Wake up America and Canada!

On August 2, 2006, three big British supermarket chains, Sainsbury’s, Tesco and Asda, announced that they will eliminate partially hydrogenated oils from the own-brand products by the end of 2006. Marks & Spencer has already stopped using partially hydrogenated oil in its food production. Waitrose has been removing partially hydrogenated oils from its foods since the beginning of 2004.

BanTransFats.com strongly encourages supermarkets in the United States and Canada to follow the British example. Surely American and Canadian consumers are entitled to the same health consideration as their British counterparts.

Click here and here for articles about the British announcement.

(Not all is perfect in Britain. Unlike the United States and Canada, Britain does not have trans fat labeling. Scientists at Oxford University have written a strong article in the British Medical Journal supporting the introduction of trans fat labeling in Britain. Britain should introduce such labeling as soon as possible. Click here for a report about the BMJ article.)


Consumer reports tests finds a
surprisingly high amount of trans fat
in Wendy’s French fries
(We think we may know why)

In August 2006, Wendy's announced that it had completed the switch to a new cooking oil that significantly cuts trans fats. All of Wendy's 6,300 U.S. and Canadian restaurants are now using the new blend of corn and soybean oil. However, there is a problem. Click here to read the Wendy's press release about the change.


Still serving trans fat

On November 2, 2006, Consumer Reports published the following findings:

In August fast-food chain Wendy's announced that it had switched to a healthier, nonhydrogenated cooking oil and had rid its french fries of nearly all trans fats. The change, according to the company, meant that the kid-sized fries and breaded chicken sold at all of Wendy's 6,000 U.S. restaurants had no unhealthy trans fats, while small, medium, and large french fries, once loaded with 5 to 7 grams of trans fats, now had just 0.5 grams.

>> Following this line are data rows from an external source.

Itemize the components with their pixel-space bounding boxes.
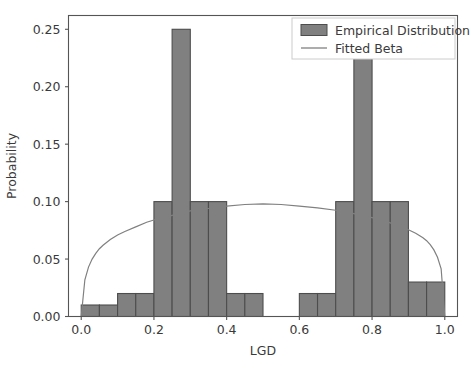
y-tick-label: 0.25 <box>33 22 61 37</box>
histogram-bar <box>408 282 426 316</box>
histogram-bar <box>118 294 136 317</box>
x-tick-label: 1.0 <box>435 322 455 337</box>
legend-swatch-empirical <box>301 25 327 36</box>
histogram-bar <box>81 305 99 316</box>
histogram-bar <box>245 294 263 317</box>
x-axis: 0.00.20.40.60.81.0 <box>71 317 454 337</box>
histogram-bar <box>299 294 317 317</box>
x-tick-label: 0.2 <box>144 322 164 337</box>
y-tick-label: 0.15 <box>33 137 61 152</box>
histogram-bar <box>136 294 154 317</box>
histogram-bar <box>390 202 408 317</box>
legend-label: Empirical Distribution <box>335 23 470 38</box>
histogram-bar <box>190 202 208 317</box>
x-tick-label: 0.0 <box>71 322 91 337</box>
x-axis-label: LGD <box>250 343 276 358</box>
histogram-bar <box>354 58 372 316</box>
x-tick-label: 0.6 <box>289 322 309 337</box>
y-axis-label: Probability <box>4 132 19 199</box>
y-tick-label: 0.00 <box>33 309 61 324</box>
histogram-bar <box>318 294 336 317</box>
x-tick-label: 0.8 <box>362 322 382 337</box>
histogram-bar <box>227 294 245 317</box>
y-axis: 0.000.050.100.150.200.25 <box>33 22 69 324</box>
chart-figure: 0.00.20.40.60.81.0LGD0.000.050.100.150.2… <box>0 0 471 381</box>
y-tick-label: 0.10 <box>33 194 61 209</box>
legend-label: Fitted Beta <box>335 41 403 56</box>
histogram-bar <box>336 202 354 317</box>
legend: Empirical DistributionFitted Beta <box>292 18 470 59</box>
y-tick-label: 0.20 <box>33 79 61 94</box>
histogram-bar <box>172 29 190 316</box>
y-tick-label: 0.05 <box>33 252 61 267</box>
histogram-bar <box>99 305 117 316</box>
histogram-plot: 0.00.20.40.60.81.0LGD0.000.050.100.150.2… <box>0 0 471 381</box>
histogram-bar <box>208 202 226 317</box>
x-tick-label: 0.4 <box>217 322 237 337</box>
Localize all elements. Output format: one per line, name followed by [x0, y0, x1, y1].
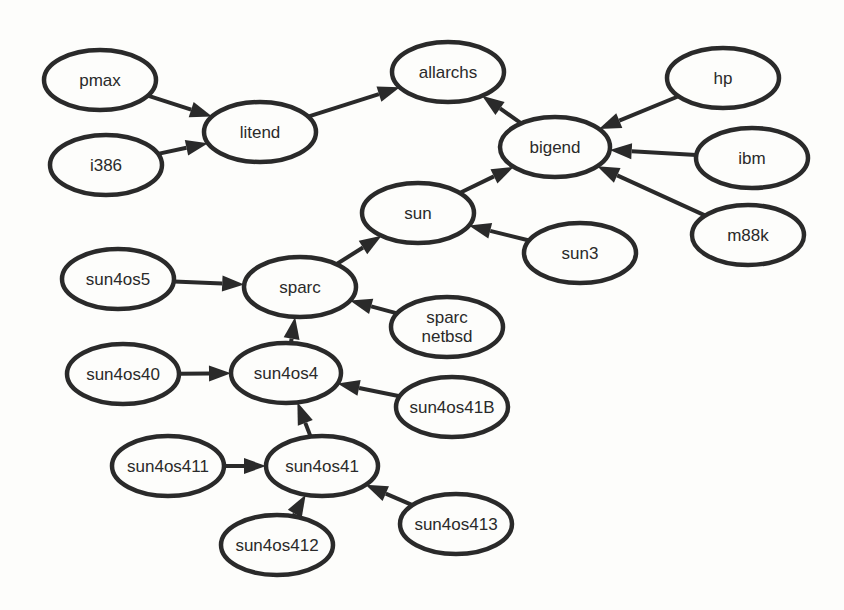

Consumer Reports purchased large servings of fries from three Wendy's restaurants in Westchester County, N.Y., in early September. We sent the fries to an independent lab for fatty-acid analysis. We were surprised to find that the lab tests showed the fries contained significantly more trans fat than the 0.5 grams per serving claimed by Wendy's. To double-check the findings, we purchased fries from the same restaurants at the end of September and sent them to the same lab plus another independent lab for a second set of analyses, which confirmed our initial findings. The average amount of trans fat per serving was 2.5 grams.

When asked about the findings, Wendy's representatives said the company had rigorously tested and analyzed the fat content of its fries working with an independent lab. But our tests, based on the same method that Wendy's told us it used, throw doubt on the company's claims. The good news for Wendy's lovers is that the large fries we tested contained significantly less trans fat than the 7 grams they had before the announced cooking-oil change. And Wendy's large fries contain less than half as much trans fat as large fries from Burger King or McDonald's, which each had about 6 grams of trans fat in our tests. Wendy's fries also had a better overall fat profile, with slightly less saturated fat than Burger King's or McDonald's.

Click here to read the full article.

According to the Wall Street Journal, a Wendy's spokesman said its measurements are more reliable because its "far more extensive" testing was of samples from 12 french-fry suppliers, done by an independent lab and a cooking-oil supplier. The spokesman said Wendy's plans to test fries from all its Westchester restaurants to explain the discrepancy.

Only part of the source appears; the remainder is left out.